If unset, TensorCast auto-discovers available devices.

TENSORCAST_LLDP_FILE_NAME

Path to an LLDP-style mapping file for rail ID selection in multi-rail configurations. Each non-comment line maps a network interface to PCI path, mlx5 device name, and rail ID.

eth1=0000:19:00.0,mlx5_bond100,1
export TENSORCAST_LLDP_FILE_NAME="/path/to/lldp_config.txt"

Lines starting with # and blank lines are ignored. If unset, rail IDs are derived from the mlx5 device name (for example mlx5_0 -> rail 0).

This variable is a legacy fallback used by NetDev rail detection.

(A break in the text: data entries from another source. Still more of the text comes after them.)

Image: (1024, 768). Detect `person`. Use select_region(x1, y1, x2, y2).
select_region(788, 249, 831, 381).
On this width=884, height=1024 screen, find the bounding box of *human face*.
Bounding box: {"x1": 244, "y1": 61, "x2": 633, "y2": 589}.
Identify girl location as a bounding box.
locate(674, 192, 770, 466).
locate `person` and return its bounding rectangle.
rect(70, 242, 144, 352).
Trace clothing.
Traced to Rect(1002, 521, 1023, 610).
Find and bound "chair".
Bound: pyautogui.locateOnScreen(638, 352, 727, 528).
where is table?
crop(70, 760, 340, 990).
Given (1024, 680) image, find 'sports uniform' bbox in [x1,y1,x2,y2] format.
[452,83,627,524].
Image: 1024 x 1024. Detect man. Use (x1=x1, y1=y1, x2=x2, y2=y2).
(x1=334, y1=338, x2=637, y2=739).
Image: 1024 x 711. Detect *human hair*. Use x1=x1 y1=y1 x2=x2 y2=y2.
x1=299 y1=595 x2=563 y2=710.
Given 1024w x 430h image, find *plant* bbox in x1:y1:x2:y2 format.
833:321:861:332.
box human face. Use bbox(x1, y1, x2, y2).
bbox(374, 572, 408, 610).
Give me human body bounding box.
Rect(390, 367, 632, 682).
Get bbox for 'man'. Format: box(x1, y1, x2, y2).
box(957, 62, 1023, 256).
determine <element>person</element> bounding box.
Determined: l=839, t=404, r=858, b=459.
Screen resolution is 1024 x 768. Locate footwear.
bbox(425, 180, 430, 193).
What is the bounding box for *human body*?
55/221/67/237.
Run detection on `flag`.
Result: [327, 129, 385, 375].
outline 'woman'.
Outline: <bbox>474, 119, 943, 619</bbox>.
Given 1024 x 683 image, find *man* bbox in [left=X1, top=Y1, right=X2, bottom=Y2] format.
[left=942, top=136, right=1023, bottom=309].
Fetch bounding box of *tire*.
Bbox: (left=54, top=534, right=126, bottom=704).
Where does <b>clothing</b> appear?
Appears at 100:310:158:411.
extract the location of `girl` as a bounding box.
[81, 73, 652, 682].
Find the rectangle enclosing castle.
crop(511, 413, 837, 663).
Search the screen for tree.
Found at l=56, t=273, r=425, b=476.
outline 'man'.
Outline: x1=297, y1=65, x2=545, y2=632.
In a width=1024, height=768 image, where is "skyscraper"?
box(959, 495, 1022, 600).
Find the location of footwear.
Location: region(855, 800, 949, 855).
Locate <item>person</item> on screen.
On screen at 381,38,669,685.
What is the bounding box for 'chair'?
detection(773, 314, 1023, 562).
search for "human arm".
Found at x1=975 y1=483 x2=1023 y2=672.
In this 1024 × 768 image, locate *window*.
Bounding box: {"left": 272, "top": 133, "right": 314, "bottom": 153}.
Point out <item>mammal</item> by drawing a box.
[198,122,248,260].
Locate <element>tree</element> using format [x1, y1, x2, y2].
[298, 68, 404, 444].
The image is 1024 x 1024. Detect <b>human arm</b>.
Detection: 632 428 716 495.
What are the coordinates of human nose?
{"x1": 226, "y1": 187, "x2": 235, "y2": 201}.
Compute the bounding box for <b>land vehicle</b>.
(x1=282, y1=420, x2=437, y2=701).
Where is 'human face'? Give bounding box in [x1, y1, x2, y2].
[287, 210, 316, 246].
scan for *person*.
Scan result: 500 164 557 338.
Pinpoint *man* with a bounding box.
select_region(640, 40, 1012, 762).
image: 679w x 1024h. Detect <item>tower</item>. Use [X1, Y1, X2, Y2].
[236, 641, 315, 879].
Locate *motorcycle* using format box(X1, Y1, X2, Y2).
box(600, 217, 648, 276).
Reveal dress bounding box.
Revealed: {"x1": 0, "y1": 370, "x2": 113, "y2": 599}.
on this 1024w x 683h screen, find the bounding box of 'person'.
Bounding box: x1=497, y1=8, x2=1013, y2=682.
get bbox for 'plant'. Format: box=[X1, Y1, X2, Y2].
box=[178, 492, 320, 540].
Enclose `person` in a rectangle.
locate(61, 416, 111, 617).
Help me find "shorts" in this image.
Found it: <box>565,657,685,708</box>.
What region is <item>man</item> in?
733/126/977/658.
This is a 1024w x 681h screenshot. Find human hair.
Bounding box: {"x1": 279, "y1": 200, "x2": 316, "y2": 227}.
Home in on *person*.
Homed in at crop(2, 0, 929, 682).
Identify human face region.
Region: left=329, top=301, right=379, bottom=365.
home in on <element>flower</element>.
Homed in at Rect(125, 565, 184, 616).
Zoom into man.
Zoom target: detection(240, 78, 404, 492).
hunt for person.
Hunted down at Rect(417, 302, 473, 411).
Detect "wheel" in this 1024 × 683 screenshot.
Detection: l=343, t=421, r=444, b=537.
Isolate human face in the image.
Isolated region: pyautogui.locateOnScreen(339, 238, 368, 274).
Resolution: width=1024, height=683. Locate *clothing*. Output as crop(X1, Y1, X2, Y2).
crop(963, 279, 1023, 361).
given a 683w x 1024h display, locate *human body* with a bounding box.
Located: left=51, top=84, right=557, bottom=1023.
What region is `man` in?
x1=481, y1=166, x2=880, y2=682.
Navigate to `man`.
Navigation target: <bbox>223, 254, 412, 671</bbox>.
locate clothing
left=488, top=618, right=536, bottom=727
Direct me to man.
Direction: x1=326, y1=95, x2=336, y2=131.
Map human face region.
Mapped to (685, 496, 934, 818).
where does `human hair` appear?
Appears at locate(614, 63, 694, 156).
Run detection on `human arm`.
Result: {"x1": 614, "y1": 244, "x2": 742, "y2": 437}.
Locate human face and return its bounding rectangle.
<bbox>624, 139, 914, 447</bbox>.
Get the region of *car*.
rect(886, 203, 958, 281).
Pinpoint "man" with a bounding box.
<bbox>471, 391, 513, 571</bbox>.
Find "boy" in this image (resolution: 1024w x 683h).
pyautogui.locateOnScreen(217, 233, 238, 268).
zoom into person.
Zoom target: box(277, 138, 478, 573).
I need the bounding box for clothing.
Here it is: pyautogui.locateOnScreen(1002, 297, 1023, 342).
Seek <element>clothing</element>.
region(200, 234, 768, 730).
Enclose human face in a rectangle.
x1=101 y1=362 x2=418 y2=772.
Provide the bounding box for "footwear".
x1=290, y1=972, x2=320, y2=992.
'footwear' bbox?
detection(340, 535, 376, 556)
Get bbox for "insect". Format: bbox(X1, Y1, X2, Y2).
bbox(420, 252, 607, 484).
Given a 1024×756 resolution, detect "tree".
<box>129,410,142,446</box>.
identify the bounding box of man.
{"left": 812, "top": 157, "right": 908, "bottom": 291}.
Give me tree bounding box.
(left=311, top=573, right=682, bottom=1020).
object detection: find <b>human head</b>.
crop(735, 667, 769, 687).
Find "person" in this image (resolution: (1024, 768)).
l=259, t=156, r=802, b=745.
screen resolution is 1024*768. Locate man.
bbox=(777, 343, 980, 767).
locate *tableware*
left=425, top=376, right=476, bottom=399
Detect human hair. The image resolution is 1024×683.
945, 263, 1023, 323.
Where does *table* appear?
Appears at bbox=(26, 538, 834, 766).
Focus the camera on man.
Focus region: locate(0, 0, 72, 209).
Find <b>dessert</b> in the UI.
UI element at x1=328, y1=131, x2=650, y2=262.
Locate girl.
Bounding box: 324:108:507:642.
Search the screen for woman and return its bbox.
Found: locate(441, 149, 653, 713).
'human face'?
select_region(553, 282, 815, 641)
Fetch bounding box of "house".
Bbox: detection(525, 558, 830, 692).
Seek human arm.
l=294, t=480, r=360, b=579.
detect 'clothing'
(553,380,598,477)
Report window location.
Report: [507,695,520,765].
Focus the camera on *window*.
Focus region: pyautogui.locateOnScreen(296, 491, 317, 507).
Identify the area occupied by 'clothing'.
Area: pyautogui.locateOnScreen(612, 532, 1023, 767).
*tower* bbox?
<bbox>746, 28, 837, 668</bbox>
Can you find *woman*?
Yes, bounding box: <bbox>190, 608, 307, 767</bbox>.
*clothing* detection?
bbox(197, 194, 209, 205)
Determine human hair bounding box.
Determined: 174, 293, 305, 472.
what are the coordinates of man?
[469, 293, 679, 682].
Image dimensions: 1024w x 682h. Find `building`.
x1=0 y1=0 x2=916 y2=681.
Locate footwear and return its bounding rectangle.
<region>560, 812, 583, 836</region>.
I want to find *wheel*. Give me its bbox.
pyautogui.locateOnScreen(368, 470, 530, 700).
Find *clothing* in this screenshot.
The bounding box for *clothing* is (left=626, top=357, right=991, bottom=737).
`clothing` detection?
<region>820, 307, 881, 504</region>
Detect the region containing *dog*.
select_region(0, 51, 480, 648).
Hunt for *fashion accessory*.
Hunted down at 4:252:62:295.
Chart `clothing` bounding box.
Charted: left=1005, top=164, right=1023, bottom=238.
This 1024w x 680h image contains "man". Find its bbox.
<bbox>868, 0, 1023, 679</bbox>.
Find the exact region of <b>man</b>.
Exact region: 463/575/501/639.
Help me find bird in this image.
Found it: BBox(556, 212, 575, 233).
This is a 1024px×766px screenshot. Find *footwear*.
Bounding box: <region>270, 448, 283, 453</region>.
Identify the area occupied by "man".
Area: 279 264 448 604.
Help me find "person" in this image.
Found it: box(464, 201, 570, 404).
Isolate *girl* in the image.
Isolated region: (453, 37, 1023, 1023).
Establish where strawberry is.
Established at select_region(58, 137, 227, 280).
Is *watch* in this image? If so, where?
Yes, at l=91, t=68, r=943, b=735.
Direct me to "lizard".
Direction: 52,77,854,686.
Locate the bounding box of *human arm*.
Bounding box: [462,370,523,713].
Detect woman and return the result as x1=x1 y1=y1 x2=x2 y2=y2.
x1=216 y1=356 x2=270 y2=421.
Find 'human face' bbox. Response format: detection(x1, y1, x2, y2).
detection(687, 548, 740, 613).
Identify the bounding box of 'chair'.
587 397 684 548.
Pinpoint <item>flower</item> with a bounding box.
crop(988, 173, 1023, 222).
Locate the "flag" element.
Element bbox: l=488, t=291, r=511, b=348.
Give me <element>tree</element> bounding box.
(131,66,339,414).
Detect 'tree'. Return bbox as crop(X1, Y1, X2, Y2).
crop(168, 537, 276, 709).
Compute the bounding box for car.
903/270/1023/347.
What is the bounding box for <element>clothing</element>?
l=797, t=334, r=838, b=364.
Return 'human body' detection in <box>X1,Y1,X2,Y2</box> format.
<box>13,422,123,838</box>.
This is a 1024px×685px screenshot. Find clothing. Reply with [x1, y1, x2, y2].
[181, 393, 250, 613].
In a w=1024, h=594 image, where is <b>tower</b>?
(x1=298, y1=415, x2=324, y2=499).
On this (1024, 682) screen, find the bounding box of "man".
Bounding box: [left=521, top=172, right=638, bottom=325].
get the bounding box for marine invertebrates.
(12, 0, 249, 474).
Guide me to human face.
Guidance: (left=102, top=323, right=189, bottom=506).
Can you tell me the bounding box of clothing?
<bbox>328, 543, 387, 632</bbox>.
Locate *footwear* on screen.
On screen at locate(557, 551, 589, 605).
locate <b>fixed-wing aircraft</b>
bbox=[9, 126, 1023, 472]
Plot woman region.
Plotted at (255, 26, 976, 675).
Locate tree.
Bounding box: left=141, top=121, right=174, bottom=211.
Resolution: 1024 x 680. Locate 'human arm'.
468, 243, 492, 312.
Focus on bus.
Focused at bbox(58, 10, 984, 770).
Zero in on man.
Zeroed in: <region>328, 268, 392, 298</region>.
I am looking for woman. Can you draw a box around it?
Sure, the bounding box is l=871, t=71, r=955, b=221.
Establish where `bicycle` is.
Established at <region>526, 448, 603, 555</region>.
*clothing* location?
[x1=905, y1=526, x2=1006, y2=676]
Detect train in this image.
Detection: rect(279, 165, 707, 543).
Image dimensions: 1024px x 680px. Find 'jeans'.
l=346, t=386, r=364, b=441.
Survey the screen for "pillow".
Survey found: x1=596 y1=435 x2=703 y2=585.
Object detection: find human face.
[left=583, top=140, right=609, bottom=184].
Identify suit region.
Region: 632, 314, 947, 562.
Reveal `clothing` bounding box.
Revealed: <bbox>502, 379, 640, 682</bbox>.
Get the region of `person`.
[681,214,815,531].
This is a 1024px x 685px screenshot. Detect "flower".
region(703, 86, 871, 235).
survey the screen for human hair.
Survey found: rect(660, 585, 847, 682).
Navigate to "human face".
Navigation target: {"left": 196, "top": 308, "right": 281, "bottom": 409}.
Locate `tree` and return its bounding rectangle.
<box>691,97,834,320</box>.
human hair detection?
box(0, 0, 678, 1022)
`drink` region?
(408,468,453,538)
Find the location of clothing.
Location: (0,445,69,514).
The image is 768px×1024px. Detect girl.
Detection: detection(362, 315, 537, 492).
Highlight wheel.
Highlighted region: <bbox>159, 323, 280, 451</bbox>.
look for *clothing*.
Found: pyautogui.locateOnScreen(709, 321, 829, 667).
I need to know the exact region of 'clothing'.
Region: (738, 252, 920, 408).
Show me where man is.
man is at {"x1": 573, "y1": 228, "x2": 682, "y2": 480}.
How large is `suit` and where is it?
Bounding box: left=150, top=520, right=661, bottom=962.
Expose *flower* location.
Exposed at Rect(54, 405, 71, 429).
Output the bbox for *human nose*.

For topology discovery, prefer typed config: communicator.topology_discovery.lldp.file_path.

Deprecation schedule: - 2026-03-04: legacy compatibility only (typed config is primary). - 2026-06-30: removed from new deployment examples except compatibility notes. - 2026-10-31: CI/integration should use typed config path only. - 2026-12-31 (target): fallback removal from NetDev.

Launch Example (Unified Config)

bazel-bin/daemon/tensorcast_daemon --config=examples/config/store_daemon_config.yaml

Metrics Exposure (Unified)

  • The daemon no longer serves metrics directly. Use the central observability pipeline for tc_* metrics:
# Metrics HTTP sidecar has been removed. Use central observability pipeline.

Metrics include, e.g.: - tc_memory_pool_bytes{location=cpu|gpu,device_id?,memory_type=total|free} - tc_p2p_bytes_total

Note: The HTTP metrics sidecar is no longer spawned by the CLI.